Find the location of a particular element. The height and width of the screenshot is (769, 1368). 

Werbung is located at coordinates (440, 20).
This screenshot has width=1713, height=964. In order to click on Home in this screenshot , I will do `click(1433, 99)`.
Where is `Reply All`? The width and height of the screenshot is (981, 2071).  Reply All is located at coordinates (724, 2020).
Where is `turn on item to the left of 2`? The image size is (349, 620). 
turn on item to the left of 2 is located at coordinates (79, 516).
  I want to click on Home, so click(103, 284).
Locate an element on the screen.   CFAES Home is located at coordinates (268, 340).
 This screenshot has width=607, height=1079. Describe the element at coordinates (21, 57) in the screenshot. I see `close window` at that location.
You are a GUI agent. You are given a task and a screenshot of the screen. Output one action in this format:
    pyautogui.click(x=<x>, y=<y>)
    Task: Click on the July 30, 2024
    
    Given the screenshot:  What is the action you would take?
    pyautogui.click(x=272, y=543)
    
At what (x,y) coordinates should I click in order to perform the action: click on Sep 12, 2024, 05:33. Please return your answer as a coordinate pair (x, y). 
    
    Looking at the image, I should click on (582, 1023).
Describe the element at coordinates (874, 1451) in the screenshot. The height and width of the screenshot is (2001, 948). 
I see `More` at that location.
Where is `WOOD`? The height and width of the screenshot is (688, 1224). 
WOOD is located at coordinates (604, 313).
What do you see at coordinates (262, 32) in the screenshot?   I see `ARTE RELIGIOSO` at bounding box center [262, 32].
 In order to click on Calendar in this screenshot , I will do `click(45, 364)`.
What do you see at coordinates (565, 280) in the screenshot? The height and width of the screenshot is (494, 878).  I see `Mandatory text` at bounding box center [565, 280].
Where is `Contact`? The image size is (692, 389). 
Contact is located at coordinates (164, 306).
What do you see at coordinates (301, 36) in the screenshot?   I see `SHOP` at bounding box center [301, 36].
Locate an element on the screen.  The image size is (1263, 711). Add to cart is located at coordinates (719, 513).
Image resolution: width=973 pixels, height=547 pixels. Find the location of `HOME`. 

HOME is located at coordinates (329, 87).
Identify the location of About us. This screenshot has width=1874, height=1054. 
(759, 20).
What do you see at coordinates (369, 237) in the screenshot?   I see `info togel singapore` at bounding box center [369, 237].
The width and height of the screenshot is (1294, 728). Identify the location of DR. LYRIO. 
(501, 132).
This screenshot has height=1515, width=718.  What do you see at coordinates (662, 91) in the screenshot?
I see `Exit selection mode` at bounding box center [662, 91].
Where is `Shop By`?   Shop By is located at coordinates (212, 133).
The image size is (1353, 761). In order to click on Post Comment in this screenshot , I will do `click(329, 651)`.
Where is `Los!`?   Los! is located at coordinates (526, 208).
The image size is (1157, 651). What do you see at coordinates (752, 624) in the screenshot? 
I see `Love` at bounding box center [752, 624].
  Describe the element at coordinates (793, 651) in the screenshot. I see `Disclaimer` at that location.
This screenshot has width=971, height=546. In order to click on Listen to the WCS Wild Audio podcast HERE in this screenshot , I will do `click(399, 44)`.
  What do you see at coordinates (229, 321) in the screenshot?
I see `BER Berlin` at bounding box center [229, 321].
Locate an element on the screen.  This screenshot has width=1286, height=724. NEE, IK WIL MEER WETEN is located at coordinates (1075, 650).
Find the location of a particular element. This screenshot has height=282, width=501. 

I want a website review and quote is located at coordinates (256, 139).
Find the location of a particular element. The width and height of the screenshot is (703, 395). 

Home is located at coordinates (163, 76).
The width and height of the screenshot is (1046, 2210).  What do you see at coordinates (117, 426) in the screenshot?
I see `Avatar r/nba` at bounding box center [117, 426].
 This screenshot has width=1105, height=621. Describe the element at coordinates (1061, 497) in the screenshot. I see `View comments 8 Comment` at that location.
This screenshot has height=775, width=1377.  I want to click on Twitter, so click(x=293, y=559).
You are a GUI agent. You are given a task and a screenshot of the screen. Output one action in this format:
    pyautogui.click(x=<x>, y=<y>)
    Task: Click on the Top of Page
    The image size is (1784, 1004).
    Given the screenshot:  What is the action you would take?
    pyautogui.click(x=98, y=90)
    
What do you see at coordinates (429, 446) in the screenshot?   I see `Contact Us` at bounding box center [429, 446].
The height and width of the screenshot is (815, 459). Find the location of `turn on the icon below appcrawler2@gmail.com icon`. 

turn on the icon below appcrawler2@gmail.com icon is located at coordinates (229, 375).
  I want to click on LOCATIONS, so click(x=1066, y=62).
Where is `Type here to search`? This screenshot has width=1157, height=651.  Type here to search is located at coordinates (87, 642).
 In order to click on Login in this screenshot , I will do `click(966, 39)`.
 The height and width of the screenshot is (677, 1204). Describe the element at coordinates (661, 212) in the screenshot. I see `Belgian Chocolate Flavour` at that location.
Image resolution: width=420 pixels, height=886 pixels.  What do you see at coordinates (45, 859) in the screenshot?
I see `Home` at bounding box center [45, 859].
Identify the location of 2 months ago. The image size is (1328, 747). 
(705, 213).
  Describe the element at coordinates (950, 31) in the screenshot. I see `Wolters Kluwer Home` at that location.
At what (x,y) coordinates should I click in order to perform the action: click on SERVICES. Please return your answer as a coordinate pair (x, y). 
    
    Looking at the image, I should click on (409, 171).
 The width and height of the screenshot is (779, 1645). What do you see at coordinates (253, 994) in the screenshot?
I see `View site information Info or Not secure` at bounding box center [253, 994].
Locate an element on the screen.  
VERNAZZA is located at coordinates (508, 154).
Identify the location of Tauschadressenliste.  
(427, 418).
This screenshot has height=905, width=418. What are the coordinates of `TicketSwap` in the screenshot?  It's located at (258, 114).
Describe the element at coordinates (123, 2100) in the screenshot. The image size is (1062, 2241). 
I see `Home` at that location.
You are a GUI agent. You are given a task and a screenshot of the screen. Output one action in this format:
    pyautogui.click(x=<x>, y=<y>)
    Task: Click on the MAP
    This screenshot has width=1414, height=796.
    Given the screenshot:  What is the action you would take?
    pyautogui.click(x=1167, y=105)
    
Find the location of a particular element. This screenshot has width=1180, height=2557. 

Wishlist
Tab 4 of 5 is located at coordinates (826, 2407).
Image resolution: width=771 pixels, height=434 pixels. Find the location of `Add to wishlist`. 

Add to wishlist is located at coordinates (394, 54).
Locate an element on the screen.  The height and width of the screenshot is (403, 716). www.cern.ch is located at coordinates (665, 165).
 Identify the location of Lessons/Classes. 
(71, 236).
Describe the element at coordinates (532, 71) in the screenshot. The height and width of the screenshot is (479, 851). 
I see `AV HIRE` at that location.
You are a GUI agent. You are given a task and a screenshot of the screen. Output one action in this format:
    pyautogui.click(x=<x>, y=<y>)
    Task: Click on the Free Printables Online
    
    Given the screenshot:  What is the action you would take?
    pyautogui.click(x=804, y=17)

## DIRECTIONS FOR THIS TASK
The lines to copy run from the first line of the entries to the line containing "What do you see at coordinates (301, 36)"; copy them exactly and output nothing else.

## REPLY TO THE EXERCISE
Find the location of a particular element. The height and width of the screenshot is (769, 1368). 

Werbung is located at coordinates (440, 20).
This screenshot has width=1713, height=964. In order to click on Home in this screenshot , I will do `click(1433, 99)`.
Where is `Reply All`? The width and height of the screenshot is (981, 2071).  Reply All is located at coordinates (724, 2020).
Where is `turn on item to the left of 2`? The image size is (349, 620). 
turn on item to the left of 2 is located at coordinates (79, 516).
  I want to click on Home, so click(103, 284).
Locate an element on the screen.   CFAES Home is located at coordinates (268, 340).
 This screenshot has width=607, height=1079. Describe the element at coordinates (21, 57) in the screenshot. I see `close window` at that location.
You are a GUI agent. You are given a task and a screenshot of the screen. Output one action in this format:
    pyautogui.click(x=<x>, y=<y>)
    Task: Click on the July 30, 2024
    
    Given the screenshot:  What is the action you would take?
    pyautogui.click(x=272, y=543)
    
At what (x,y) coordinates should I click in order to perform the action: click on Sep 12, 2024, 05:33. Please return your answer as a coordinate pair (x, y). 
    
    Looking at the image, I should click on (582, 1023).
Describe the element at coordinates (874, 1451) in the screenshot. The height and width of the screenshot is (2001, 948). 
I see `More` at that location.
Where is `WOOD`? The height and width of the screenshot is (688, 1224). 
WOOD is located at coordinates (604, 313).
What do you see at coordinates (262, 32) in the screenshot?   I see `ARTE RELIGIOSO` at bounding box center [262, 32].
 In order to click on Calendar in this screenshot , I will do `click(45, 364)`.
What do you see at coordinates (565, 280) in the screenshot? The height and width of the screenshot is (494, 878).  I see `Mandatory text` at bounding box center [565, 280].
Where is `Contact`? The image size is (692, 389). 
Contact is located at coordinates (164, 306).
What do you see at coordinates (301, 36) in the screenshot?   I see `SHOP` at bounding box center [301, 36].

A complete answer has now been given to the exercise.